===== Records supplied

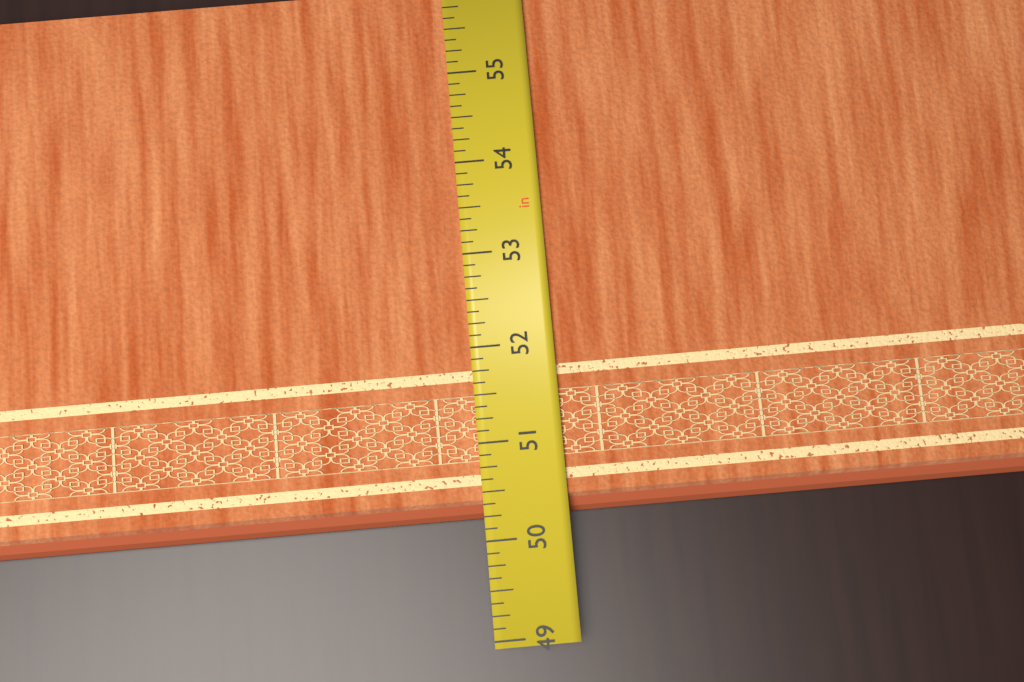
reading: 50.250 in
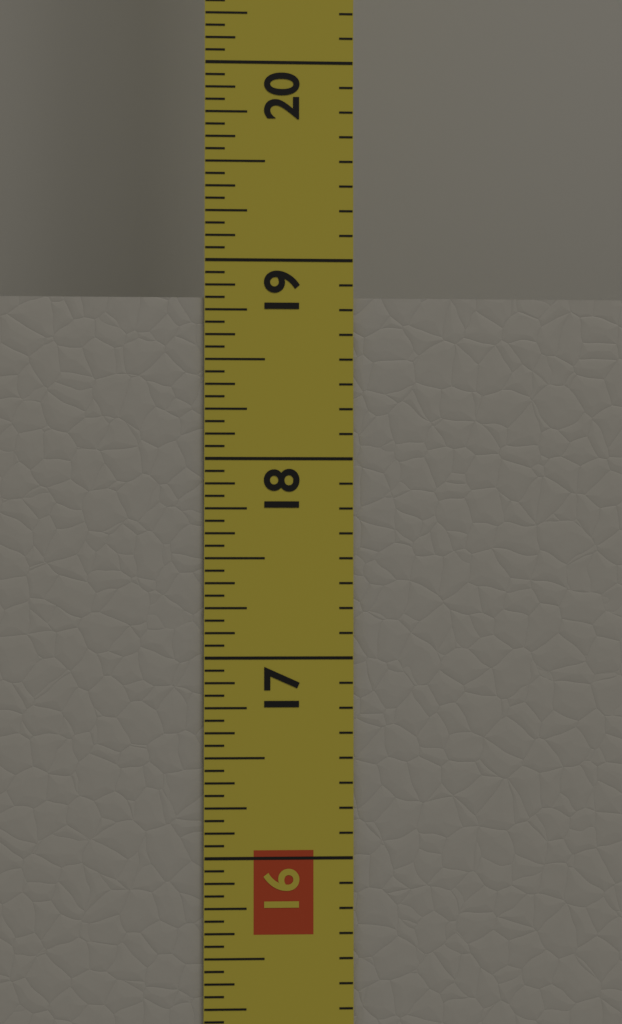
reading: 18.8125 in
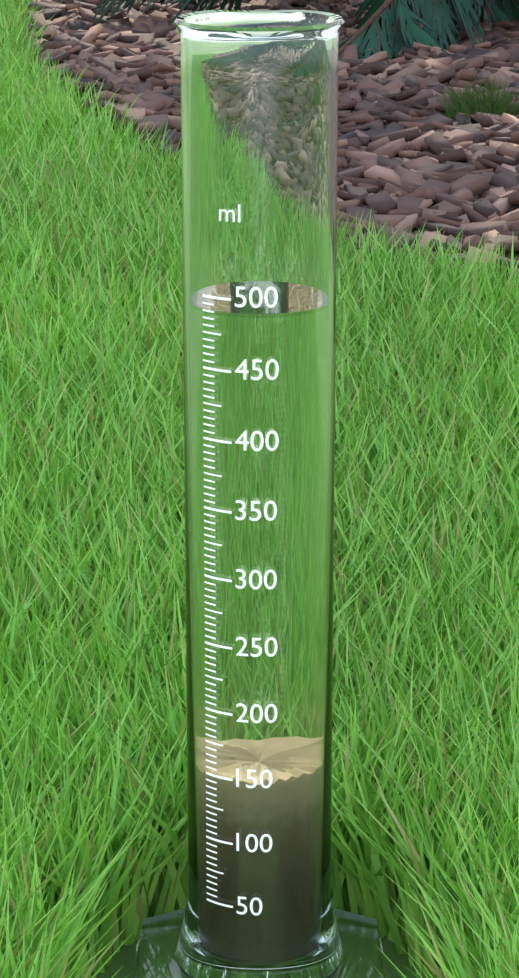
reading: 490 ml
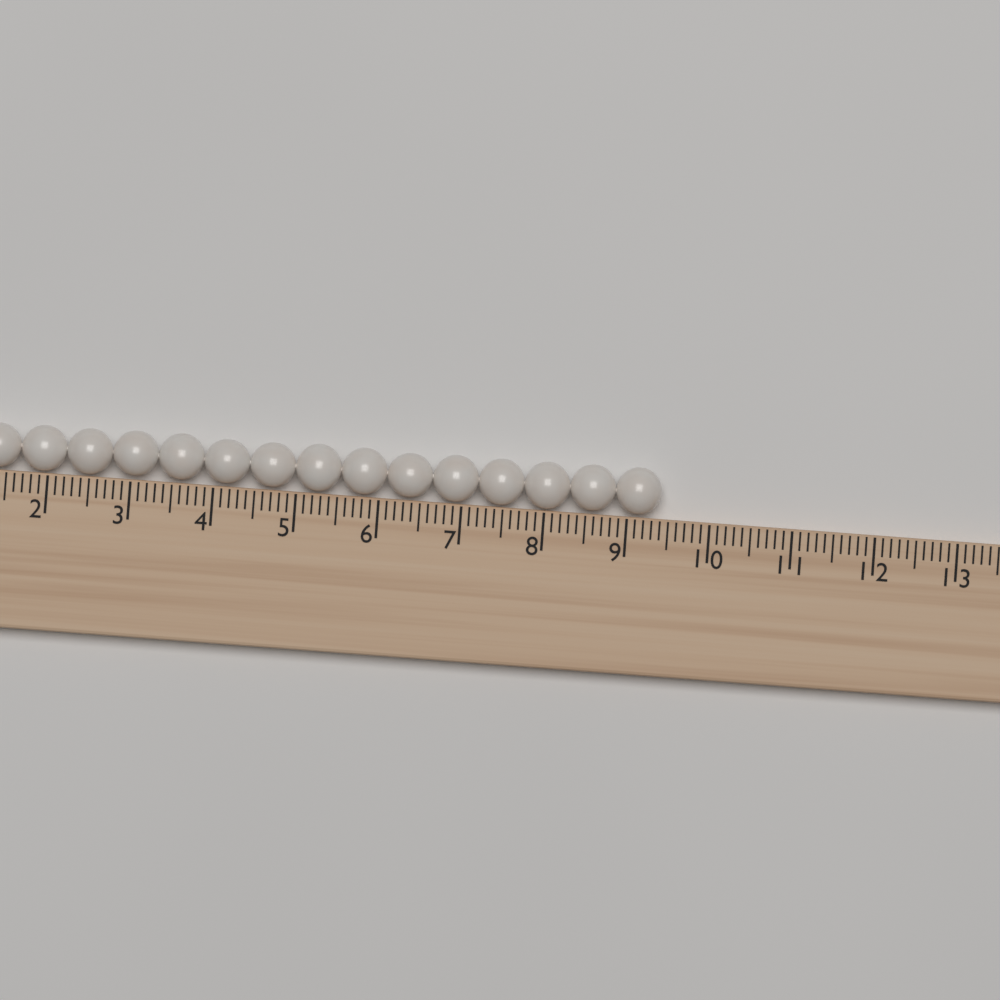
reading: 9.4 (no unit)
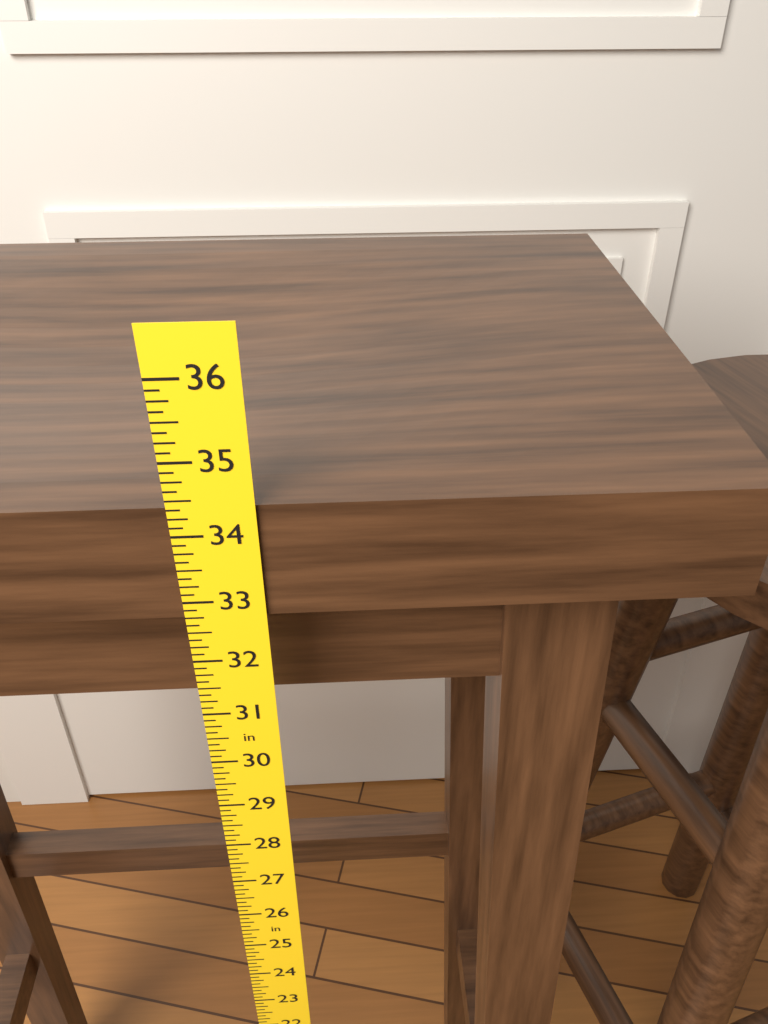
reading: 34.375 in
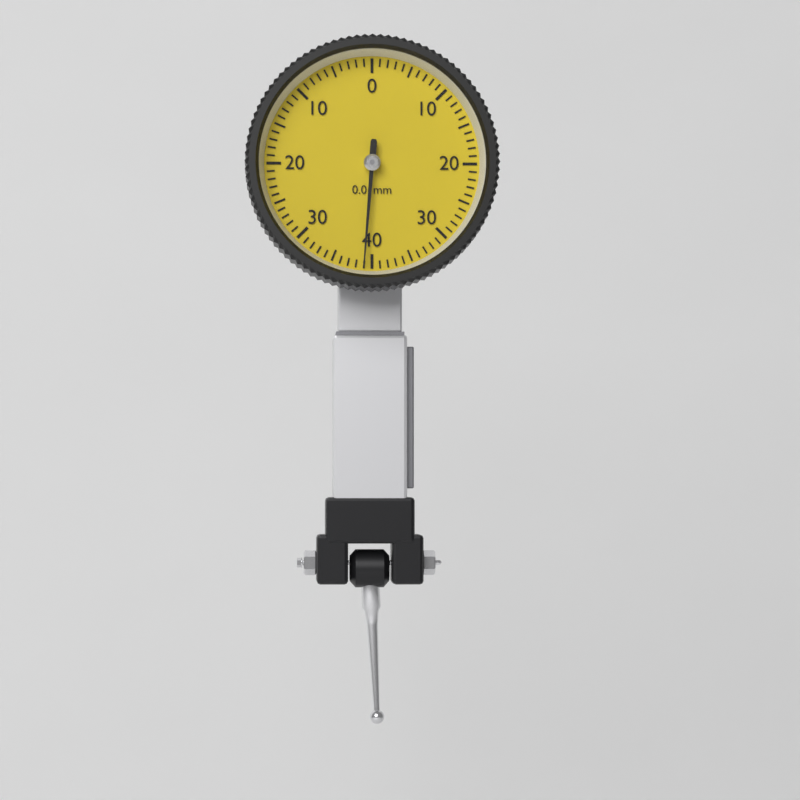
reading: 0.39 mm
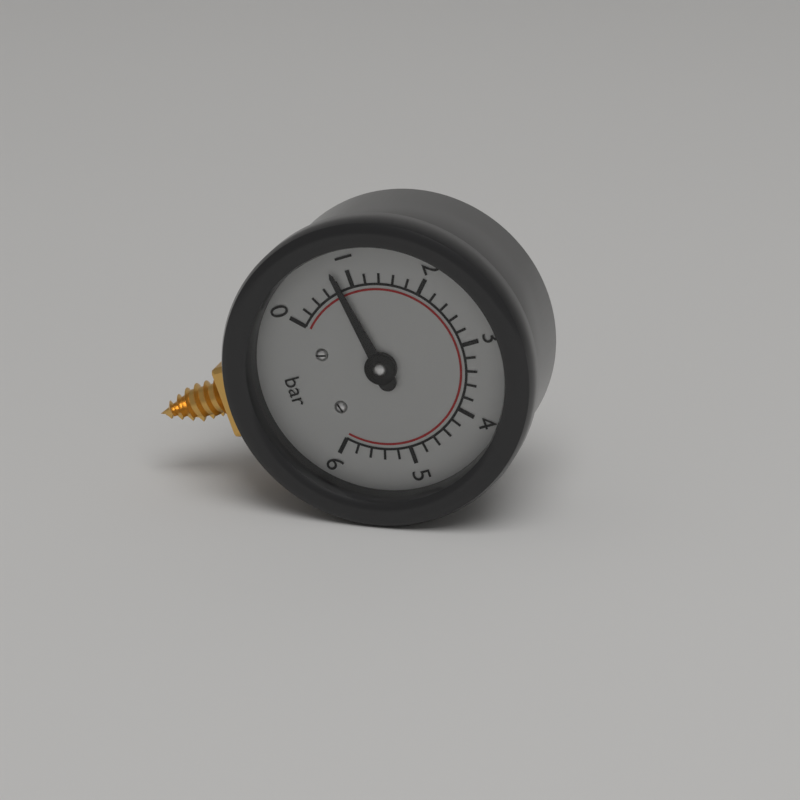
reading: 0.8 bar
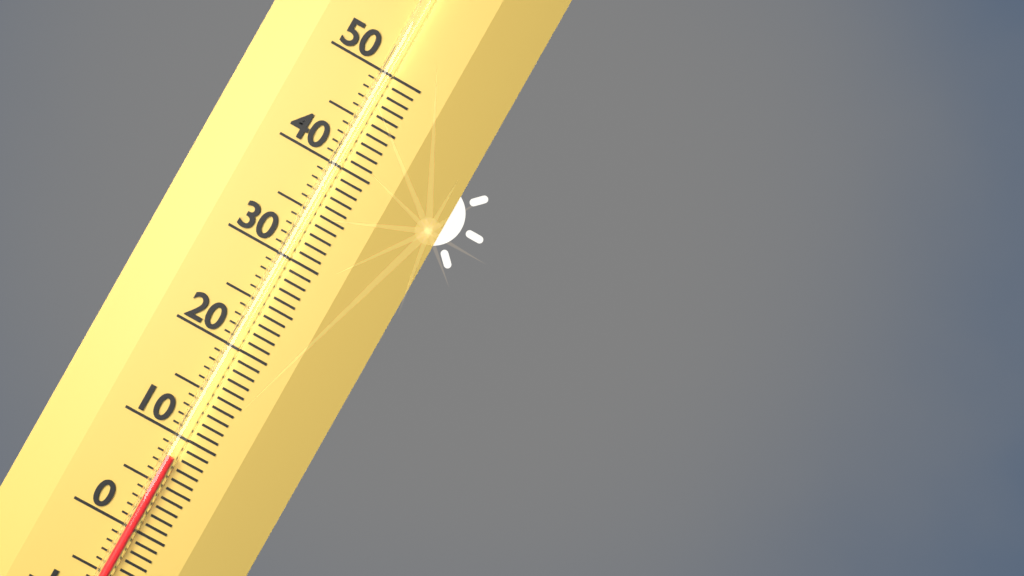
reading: 8 (no unit)
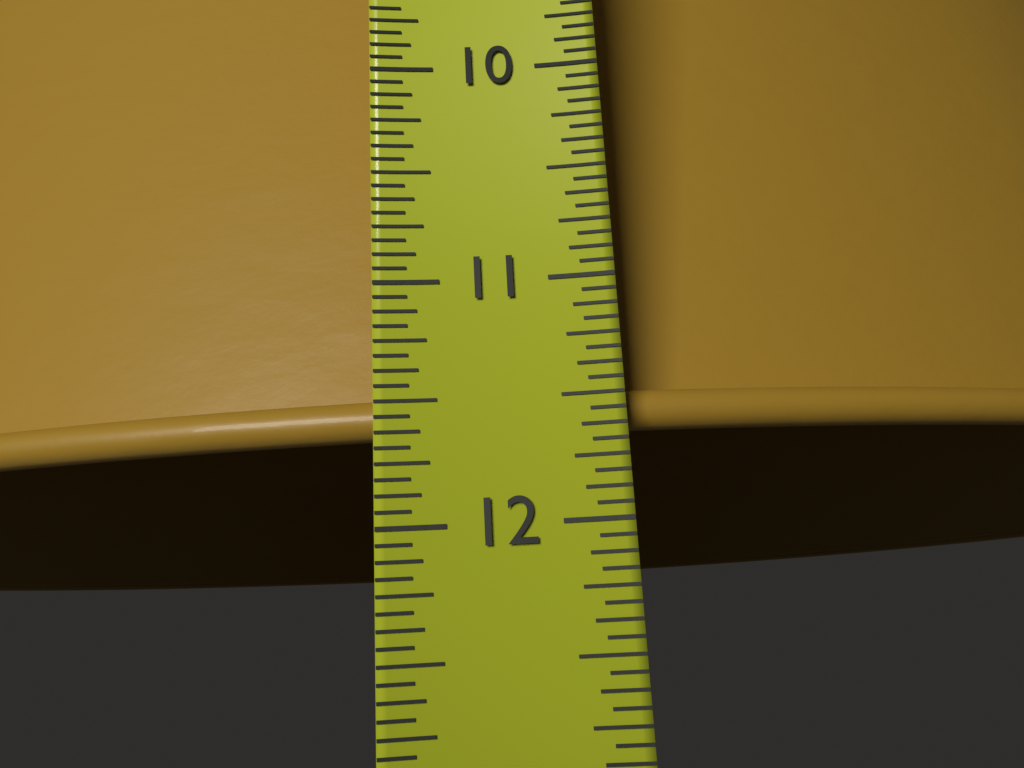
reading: 11.6250 in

==========

**What to do**
Please give the entries again word for word, without any pictures.

**Solution below**
reading: 50.250 in
reading: 18.8125 in
reading: 490 ml
reading: 9.4 (no unit)
reading: 34.375 in
reading: 0.39 mm
reading: 0.8 bar
reading: 8 (no unit)
reading: 11.6250 in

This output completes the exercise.